Seascape's foundations are the deepest in Auckland CBD. Photo / Jason Oxenham
Auckland Council staff are inspecting the foundations of the $200 million, 56-level Seascape apartment block on Customs St East, with a council officer expecting final sign-off on that below-ground stage around the middle of this year.
Jeff Fahrensohn, the council's field surveying manager, said examinations were being carried out onareas of the diaphragm wall in the CBD's deepest hole, to ensure compliance.
"The council has moved into the final phase of investigations happening on the site. Six areas are being exposed around the outside of the basement. The first was uncovered about six months ago and we are going through six panels," he said.
"We would expect signoff on the foundations around mid-year."
Those six areas run down to about 5m below the ground, and were 6m to 10m wide, Fahrensohn said.
And although some reports have referred to defects in the diaphragm wall between Gore St and Commerce St, Fahrensohn said: "I hesitate to use that work defects. This is normal procedure, always expected and the same process was carried out during many other jobs with diaphragm walls including construction of the Victoria Park tunnels and for the Kirkbride Rd underpass at Mangere."

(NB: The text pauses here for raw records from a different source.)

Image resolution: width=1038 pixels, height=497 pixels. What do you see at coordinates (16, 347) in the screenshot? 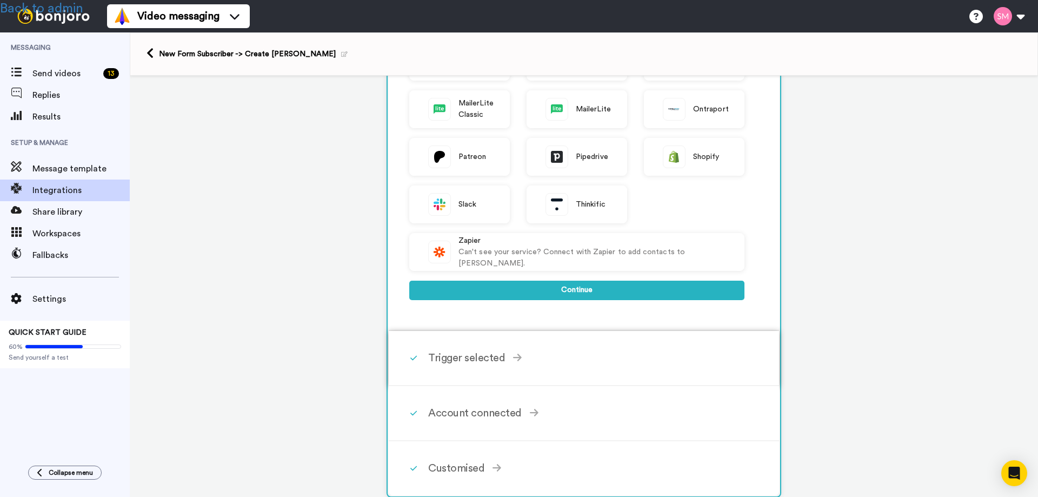
I see `span: 60%` at bounding box center [16, 347].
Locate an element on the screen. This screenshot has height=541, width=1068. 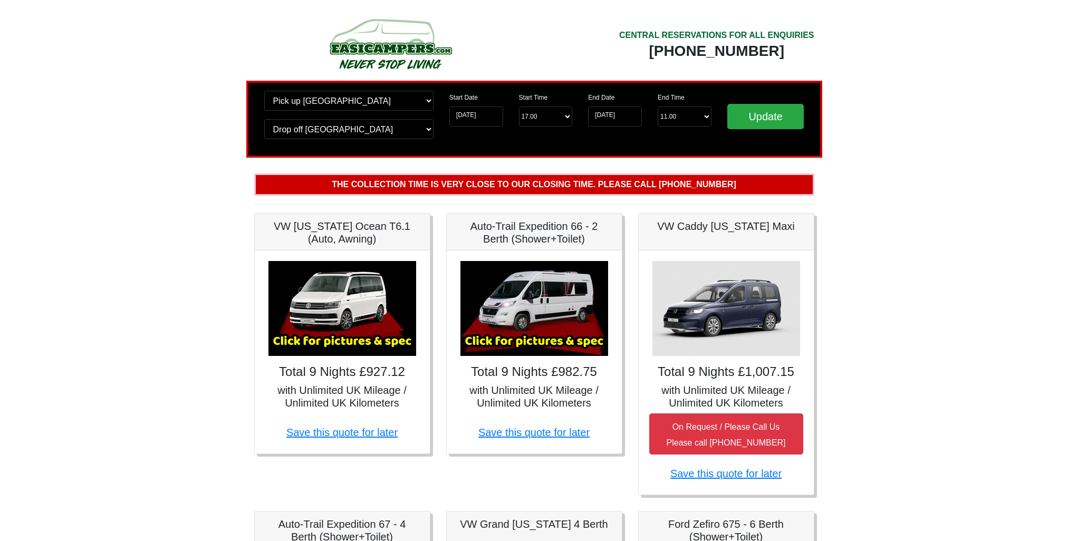
img: Auto-Trail Expedition 66 - 2 Berth (Shower+Toilet) is located at coordinates (534, 308).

New Lynn's rail trench was another example of a site with a diaphragm wall.
"What is happening at Seascape is an internationally-accepted way to build underground without having to tunnel."
The tower will be New Zealand's tallest at 187m above ground level, or 203m from the lowest foundation floor to the tower's apex. That is higher than the 178m, 52-level $300m Pacifica tower, now being built a block away. However, the two projects are at very different phases - Pacifica is nearing its top level while works at Seascape are still below ground.

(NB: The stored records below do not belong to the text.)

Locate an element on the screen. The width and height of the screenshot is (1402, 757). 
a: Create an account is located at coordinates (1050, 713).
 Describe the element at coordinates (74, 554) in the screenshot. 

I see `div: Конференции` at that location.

China Construction is building Seascape, while Icon Construction is building the Pacifica.
Nick Gillespie, structural practice leader at engineers Mott MacDonald, who is working on Seascape, said work was going completely according to programme, there were no delays of any significance and nothing unexpected.

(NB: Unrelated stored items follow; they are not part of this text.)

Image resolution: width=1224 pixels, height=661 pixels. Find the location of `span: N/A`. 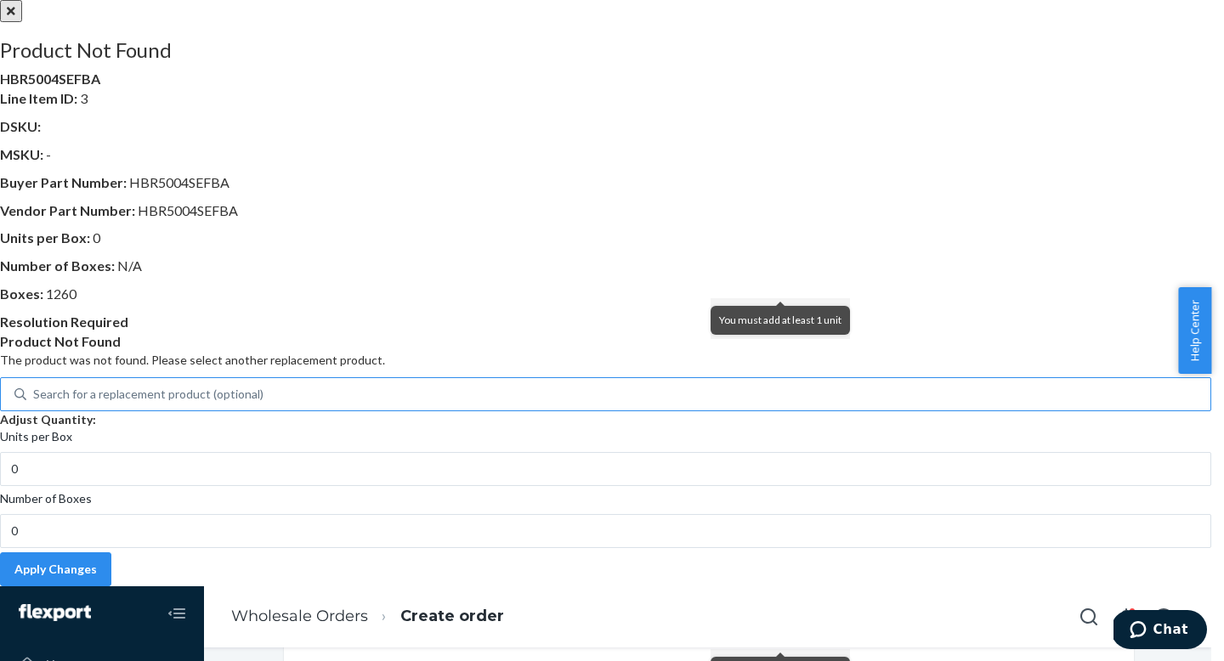

span: N/A is located at coordinates (129, 265).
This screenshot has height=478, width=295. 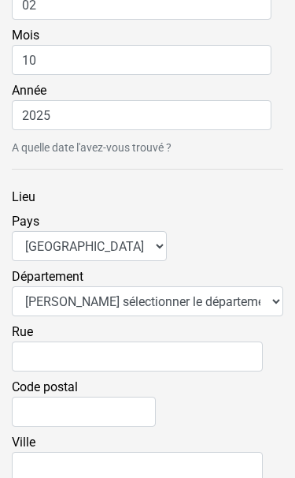 I want to click on select: Pays, so click(x=89, y=247).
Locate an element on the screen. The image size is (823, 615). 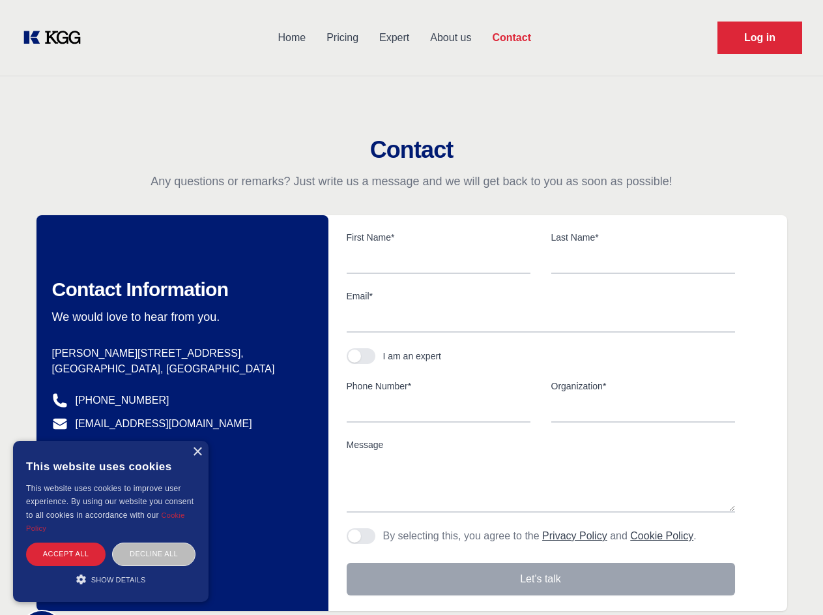
a: Expert is located at coordinates (394, 38).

Engineering business Beca had prepared an independent review of the work and presented that to the council, he said.
That Beca report had concluded that further evidence was required to demonstrate compliance of the project's diaphragm wall construction.
"The project team agrees, and to that end is currently exposing portions of the far face to investigate the built condition. The first of these has recently been completed and has provided the positive results that were expected. These investigations are continuing in parallel with construction works within the basement, and are not affecting progress on site," said Gillespie. The project is expected to be finished around 2022.
Construction was continuing in accordance with the project programme, he emphasised.
There had always been a plan for investigations of the external face of the diaphragm wall, which the project team raised as a result of the risk of defects that being encountered.
In December, Gillespie told the Herald: "The defects don't concern us. We're using tried and tested concrete repair techniques to address the localised defects in some panels of the walls. Only one set of inspections remain to be completed."